Showing posts with label Fear Itself. Show all posts
Showing posts with label Fear Itself. Show all posts

National Lampoons Visits DeWitt, MI

Tuesday, December 02, 2008

This past weekend, per the "tradition" dictated to me by Mrs. Smitty, it was time to hang the Christmas lights.



That about sums it up.

Now that said, I do not have 25,000 bulbs, as Clark Griswold does. In fact, comparatively, I have very few lights., though we have all sorts of other junk like bows, wreaths, and authentic, tree-bough-like garland.

Normally, I wait until there is several inches of snow on the ground and that driveway is nice and icy before I put the ladder up, defy death, and perch myself on the shingles of my roof for a hair of traction to keep me from plummeting to my broken-limbed demise. This year, God was good and gave me a sunny, 33-degree day with a dry driveway.

Here's the deal: I am absolutely terrified of heights. The measurement from my driveway to the peak of my garage is 20 feet. To the eaves-trough along the front of my house? a whopping fifteen feet.

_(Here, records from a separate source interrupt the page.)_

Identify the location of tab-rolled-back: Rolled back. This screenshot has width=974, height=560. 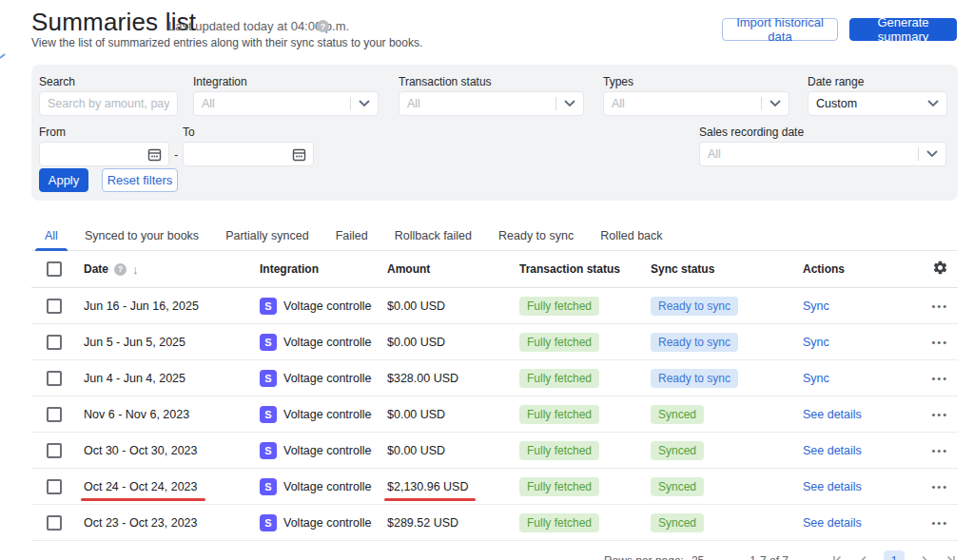
(632, 236).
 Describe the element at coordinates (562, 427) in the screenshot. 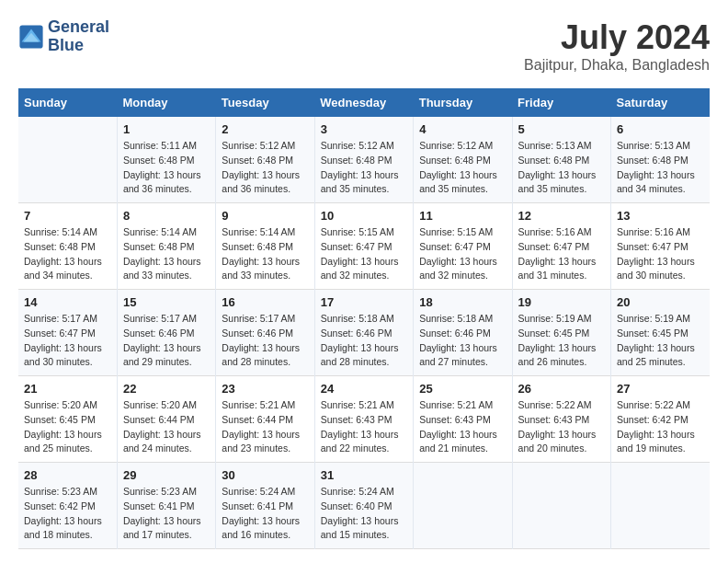

I see `day-info: Sunrise: 5:22 AMSunset: 6:43 PMDaylight:…` at that location.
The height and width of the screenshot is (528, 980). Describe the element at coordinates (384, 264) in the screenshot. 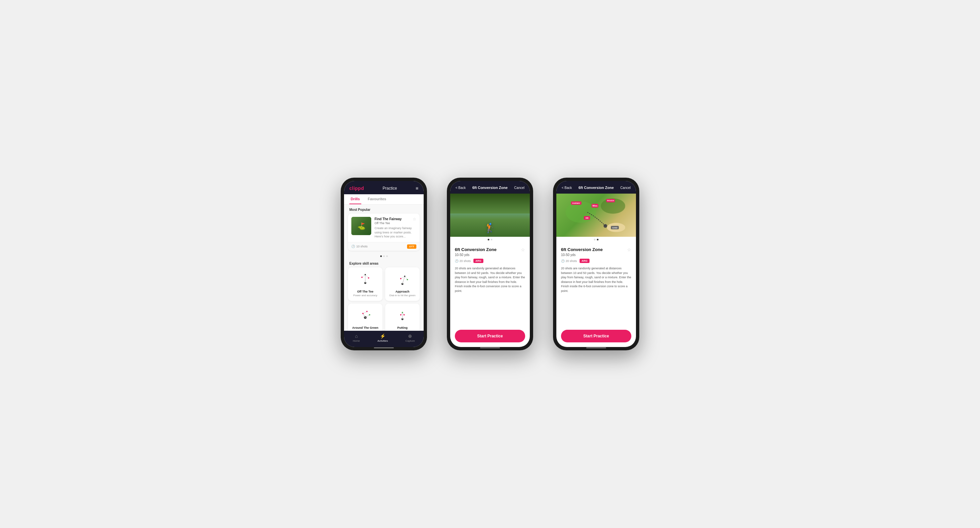

I see `phone-1: clippd Practice ≡ Drills Favourites Most…` at that location.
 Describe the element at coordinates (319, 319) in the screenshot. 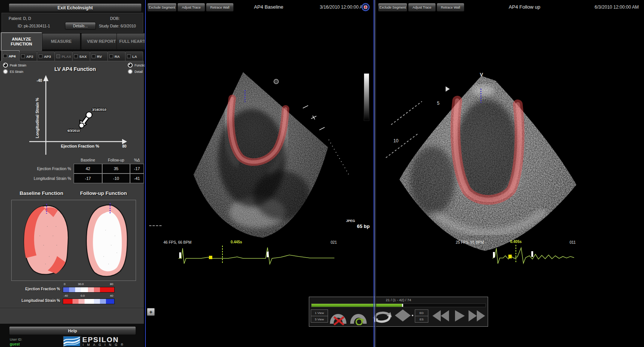

I see `five-view-button: 5 View` at that location.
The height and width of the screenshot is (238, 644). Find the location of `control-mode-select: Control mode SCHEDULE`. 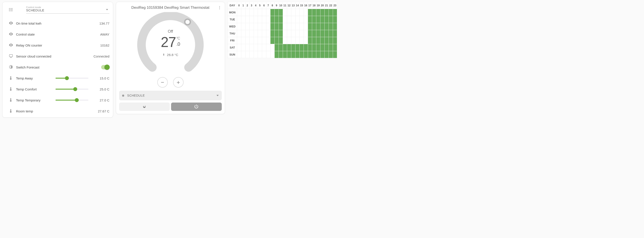

control-mode-select: Control mode SCHEDULE is located at coordinates (68, 10).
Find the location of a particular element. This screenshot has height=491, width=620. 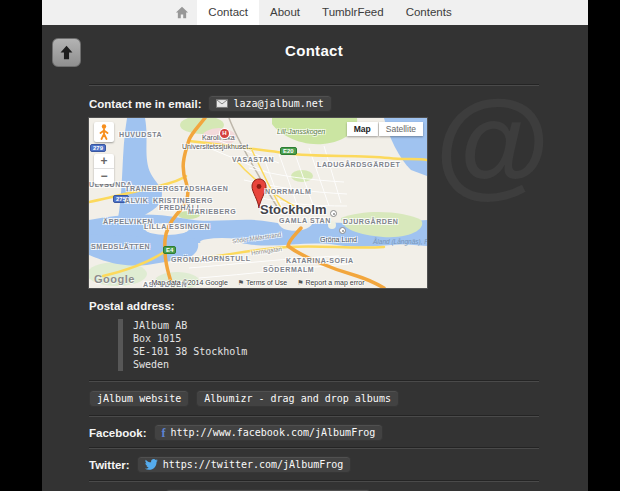

map-label: Åland (Långnäs), Fi.. is located at coordinates (400, 242).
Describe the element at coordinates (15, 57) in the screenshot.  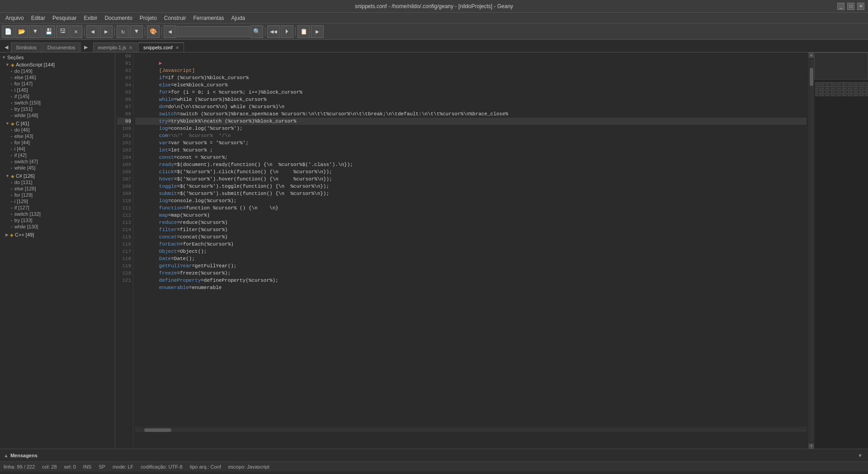
I see `secoes-label: Seções` at that location.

But understand, folks, 15 feet might as well be a one thousand-foot cliff. I have a high-quality ladder that is a sturdy as the frame of a skyscraper, placed firmly on level ground, and I am still terrified.

How did I ever survive the Marines? Willpower and teamwork. When we had to rappel down towers or out of helicopters? I asked the Marine behind me to push me hard enough that I had no choice but to go. Mountain warfsare training? I looke UP the whole time, and knew I couldn't go back down because there were people right behind me. Parachuting? Again, I turned around and screamed "KICK MY PACK HARD!" And kick they would, sadistic motherfuckers. That's how I survived: I was forced to.

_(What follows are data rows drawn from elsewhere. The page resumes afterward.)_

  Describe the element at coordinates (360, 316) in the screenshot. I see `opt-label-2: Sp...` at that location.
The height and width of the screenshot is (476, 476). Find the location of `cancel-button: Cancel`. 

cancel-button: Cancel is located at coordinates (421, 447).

So every year since our marriage, the weekend of Thanksgiving, I swallow my fear, stare-down my ladder, and just go. It is important to my wife, and now it's important to my kid(s) too, to have lights on the house. If it's important to them, then far be it for me to let a little debilitating fear get in the way.

I grasp the string of lights in my teeth. I fill my pockets with the little plastic light-holders. I slow my breathing. And rung-by-rung, I climb my mountain. I hug the ladder, I stick a light holder on the string of lights, I hold the ladder with one hand in a death grip, and lean, just a bit, to stick the holder under a shingle on clip it onto the eaves. Repeat, repeat. Descend from my sheer cliff face over sharp rocks and sharks below, move the ladder a few feet, and start over. 5 strings of lights takes me an hour, but it gets done, a step at a time. Shaking, nervous, sweating, swearing, panting, straining, it gets done. It's important to my family.

And then I have a high-gravity beer.